Leaders v/s Managers
Leaders v/s Managers
The whole "leaders vs. managers" debate is fundamentally flawed.
While people love to glorify leadership and diminish management, you actually need both skill sets to be effective. They're not separate roles - they're complementary capabilities that every good boss needs.
The Problem with the Debate:
- We've created this false hierarchy where leadership is seen as aspirational and visionary, while management is viewed as mundane or even a joke
 - This is dangerous because leaders without management skills can drive organizations to disaster (he cites Adam Neumann from WeWork and Elizabeth Holmes from Theranos as examples)
 
The Real Definitions:
- Managers handle the administrative side: setting objectives, removing obstacles, allocating resources, delegating tasks, and holding people accountable
 - Leaders provide the inspirational side: casting vision, rallying people around a shared mission, and explaining why the work matters
 
The Journey from Manager to Leader:
- When you're a new manager, focus on the fundamentals first - don't worry about being inspirational
 - As your influence grows beyond your immediate team, that's when leadership skills become more important
 - Study your organization's strategy and understand how your team fits into the bigger picture
 - Even when you become a senior leader, never abandon those crucial management fundamentals
 
Essential Skills for New Managers (Your Foundation)
- Schedule regular weekly or bi-weekly check-ins with each team member
 - Make these sacred - don't cancel unless absolutely necessary
 - Use the 10-10-10 format: 10 minutes for them to share, 10 for you to update them, 10 for development discussion
 - Listen more than you talk - this is where you learn what really drives your people
 
- Start with clear expectations: What needs to be done, by when, and what success looks like
 - Create checkpoints rather than constantly hovering
 - Match tasks to people's development goals, not just their current skills
 - Remember: delegation isn't dumping work - it's strategic development
 
3. Become a Feedback Pro
- Give feedback within 48 hours (both positive and corrective)
 - Use the SBI model: Situation-Behavior-Impact
 - Make praise specific and public, corrections private and constructive
 - Ask "What support do you need?" instead of just pointing out problems
 
4. Run Meetings That Don't Waste Time
- Always have an agenda with time allocations
 - Start with outcomes needed, not just topics to discuss
 - Assign action items with owners and deadlines
 - End 5 minutes early to let people transition
 
5. Understand Your Team's Real Motivators
- Some people want growth, others want stability
 - Some thrive on public recognition, others prefer private acknowledgment
 - Learn each person's career aspirations and personal constraints
 - Adjust your management style accordingly (but stay fair and consistent)
 
Building Leadership Skills While Managing
1. Year 1: Focus on Your Team
- Goal: Make your team successful first
 - Share the "why" behind every project and decision
 - Connect individual tasks to team goals
 - Celebrate wins publicly and analyze failures privately
 - Start building psychological safety where people can take risks
 
2. Year 2: Expand Your Influence
- Goal: Understand the bigger picture
 - Study your department's OKRs/KPIs and how your team contributes
 - Build relationships with peer managers (grab coffee, share challenges)
 - Volunteer for cross-functional projects
 - Start speaking up in larger meetings with data-backed insights
 
3. Year 3+: Think Strategically
- Goal: Contribute to organizational direction
 - Read your company's annual reports and investor materials
 - Understand your industry's trends and disruptions
 - Propose initiatives that align with company strategy
 - Mentor newer managers (teaching solidifies your own learning)
 
Practical Exercises to Develop Both Skillsets
Weekly Reflection Questions (10 minutes every Friday):
- What obstacles did I remove for my team this week?
 - What vision or context did I provide?
 - Where did I get too in-the-weeds vs. too hands-off?
 - What would my team say was my most helpful action?
 
Monthly Leadership Muscle-Builders:
- Month 1: Write a one-page vision for where your team could be in 12 months
 - Month 2: Map out how each team member's work connects to company goals
 - Month 3: Identify and fix one process that frustrates everyone
 - Month 4: Have career development conversations with each team member
 - Month 5: Present your team's wins to senior leadership
 - Month 6: Create a team tradition or ritual that builds culture
 
The Bottom Line:
The most successful leaders understand both the vision AND the nitty-gritty of execution. Those who only focus on the "30,000-foot view" while ignoring what's happening on the ground are the ones who steer organizations toward catastrophe.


What to produce
For the entries below, count the lines that contain the word "View" and reply with that number only.

=== Records supplied ===

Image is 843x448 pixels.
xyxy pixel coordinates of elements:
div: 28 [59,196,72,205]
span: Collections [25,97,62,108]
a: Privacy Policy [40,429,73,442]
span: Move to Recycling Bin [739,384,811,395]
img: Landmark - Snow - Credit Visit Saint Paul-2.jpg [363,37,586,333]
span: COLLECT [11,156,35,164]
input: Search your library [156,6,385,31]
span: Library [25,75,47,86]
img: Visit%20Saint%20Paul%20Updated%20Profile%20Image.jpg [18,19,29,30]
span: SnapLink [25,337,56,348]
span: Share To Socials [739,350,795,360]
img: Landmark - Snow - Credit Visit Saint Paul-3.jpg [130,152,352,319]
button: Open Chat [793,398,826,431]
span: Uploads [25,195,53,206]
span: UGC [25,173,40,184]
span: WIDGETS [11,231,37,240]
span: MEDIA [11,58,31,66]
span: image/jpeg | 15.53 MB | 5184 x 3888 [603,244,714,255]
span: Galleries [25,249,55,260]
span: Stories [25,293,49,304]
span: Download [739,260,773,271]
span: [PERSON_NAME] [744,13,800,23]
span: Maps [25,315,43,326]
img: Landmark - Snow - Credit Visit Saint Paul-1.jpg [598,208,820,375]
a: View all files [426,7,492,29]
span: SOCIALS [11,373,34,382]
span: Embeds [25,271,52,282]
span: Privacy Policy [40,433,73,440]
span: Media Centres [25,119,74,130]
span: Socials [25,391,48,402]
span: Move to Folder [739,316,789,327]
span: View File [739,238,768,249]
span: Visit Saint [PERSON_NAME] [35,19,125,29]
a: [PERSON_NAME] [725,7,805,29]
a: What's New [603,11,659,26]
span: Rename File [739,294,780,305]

===

Output of the exercise
2